Hay Festival #6: NoViolet Bulawayo and Meike Ziervogel

The last of my blatherings on Hay Festival 2013; I’ve saved the heart-breakers until last.

NoViolet Bulawayo

NoViolet Bulawayo: Revisiting and celebrating her childhood in Zimbabwe.

NoViolet Bulawayo and Meike Ziervogel both delve into national traumas in their recent novels and both do so through a child’s point of view. On the final day at Hay I attended their emotionally charged event, which was introduced by Gaby Wood.

In NoViolet Bulawayo’s We Need New Names, 10-year-old Darling lives in a shanty named Paradise and, through her eyes, we glimpse the turmoil of Zimbabwe’s recent history. According to the author, ‘A child’s eye view depoliticises events and suspends my own belief. You have to tone it down; readers can easily be put off. But it was also fun because it allowed me to return to my childhood. It was a celebration.’

NoViolet was born in Tsholotsho a year after Zimbabwe gained independence from British colonial rule. When she was 18, her aunt was able to bring NoViolet to Michigan. In 2011, she won the Caine Prize for African Writing.

We Need New Names (Chatto & Windus) was inspired by ‘the lost decade from 2000 when everything crashed due to the failure of leadership,’ said NoViolet. ‘Children of the post-1980 generation were called the born-frees. That dream was shattered. I’ve just been back to Zimbabwe for the first time in 13 years and I saw a generation that has never known normality.’

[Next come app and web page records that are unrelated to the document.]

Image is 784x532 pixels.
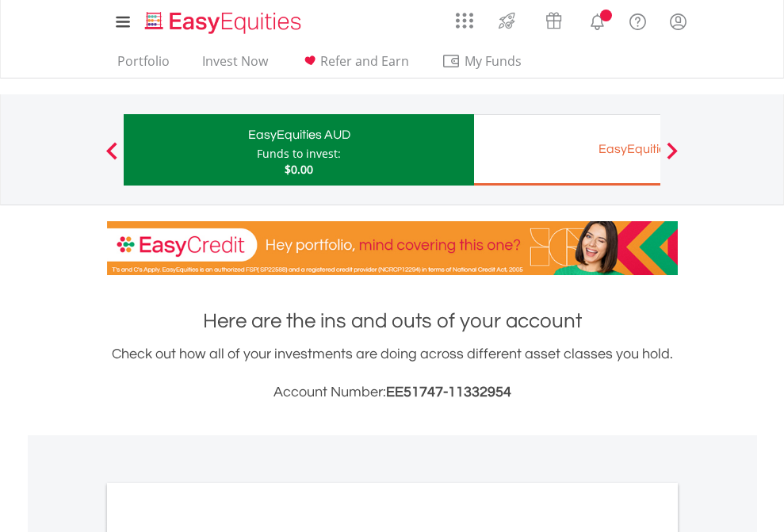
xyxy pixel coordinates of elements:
a: Notifications [577,4,618,36]
a: My Profile [658,4,699,38]
img: EasyCredit Promotion Banner [107,221,678,275]
a: Refer and Earn [294,53,415,78]
a: Portfolio [111,53,176,78]
span: My Funds [441,51,546,71]
img: thrive-v2.svg [494,8,520,33]
h3: Account Number: [107,381,678,403]
span: Refer and Earn [320,53,409,69]
div: Check out how all of your investments are doing across different asset classes you hold. [107,343,678,403]
span: EE51747-11332954 [386,385,512,400]
div: EasyEquities AUD [133,124,465,145]
h1: Here are the ins and outs of your account [107,307,678,335]
button: Next [656,150,688,165]
a: Home page [139,4,308,36]
span: $0.00 [284,161,314,176]
a: Invest Now [196,53,274,78]
img: grid-menu-icon.svg [456,12,473,29]
div: Funds to invest: [257,145,341,161]
button: Previous [96,150,128,165]
img: vouchers-v2.svg [541,8,567,33]
a: FAQ's and Support [618,4,658,36]
a: Vouchers [530,4,577,33]
a: AppsGrid [446,4,484,29]
img: EasyEquities_Logo.png [142,9,308,36]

NoViolet read Chapter 10 the Hay audience – How They Left. Just two pages long  – heart-breaking stuff. Here’s a short extract:

When things fall apart, the children of the land scurry and scatter like birds escaping a burning sky. They flee their own wretched land so their hunger may be pacified in foreign lands, their tears wiped away in strange lands, the wounds of their despair bandaged in faraway lands, their blistered prayers muttered in the darkness of queer lands.

The novel is semi-autobiographical and NoViolet told the audience she’d set out to ‘demystify the American dream.’

Meike Ziervogel

Meike Ziervogel ran away from the ‘immense deadness’ in post-war Germany.

Meike Ziervogel delved further back in time. Magda is a portrayal of Magda Goebbels, wife of Hitler’s propaganda minister Joseph Goebbels. She is infamous for murdering her six children and committing suicide in Hitler’s Berlin bunker. The novel looks closely at Magda’s ‘destructive’ relationship with her mother.

‘She’s been turned into a monster and people want to leave her as that. By demonizing her we make her irrelevant… I think she was highly deluded and could not cope with her insecurities.’

Magda Goebbels, said Meike, had been in love with a leading Zionist. She learned Hebrew, but he left her to marry a Jewess. ‘Magda fell for very charismatic powerful men and she wanted them to fulfill her dreams.’

What would have happened if Magda had not murdered her children, the author asked? She suggested the children would have shared her own experience of the post-war years. ‘I grew up without any mention of the war… My parents and grandparents helped rebuild Germany but they never looked back emotionally.’ And she later explained, ‘I literally ran away from Germany after high school. I had to get away from this immense deadness.  The child’s voice in my novel allows me to come to terms with that deadness without analyzing it. I can analyze now, but I can’t explain the feeling.’

Meike Ziervogel has written four novels but Magda is the first to be published (by Salt). She lives in London and set up Peirene Press, which specializes in contemporary European novellas in English translation.

noviolet signing

A nice cuppa tea for NoViolet.

‘My job as a novelist is to forget the facts, to go really deep and find the emotional charge.’ Throughout the novel, Magda’s voice is narrated in third person whereas the other characters are first person narratives.

Gaby Woods asked both authors about writing in a second language. According to Meike Ziervogel: ‘My first two novels were written in German and then reworked in English. Magda was conceived in German – it was raw – and I used English to get that artistic distance. I like English with the verb at the beginning instead of at the end. It helps you to stay with the action.’

And NoViolet Bulawayo: ‘I try to post snippets in Ndebele. But the kids are speaking something weird now, a mix; the authentic language is under threat.’

Future writing projects?

NoViolet: ‘I’m working on a collection of AIDS stories – things that matter, and I’ve experienced in my own family. There’s a silence. We pin in down to other sicknesses so I’m trying to address that.’

Meike: ‘I’m working on a story about love between a mature couple whose children have grown up. It’s always about love.’

And on that up-note I shall shelve my notebooks from Hay Festival 2013. If you didn’t make it to Hay this year, I hope these postings will allow you to blag that you did.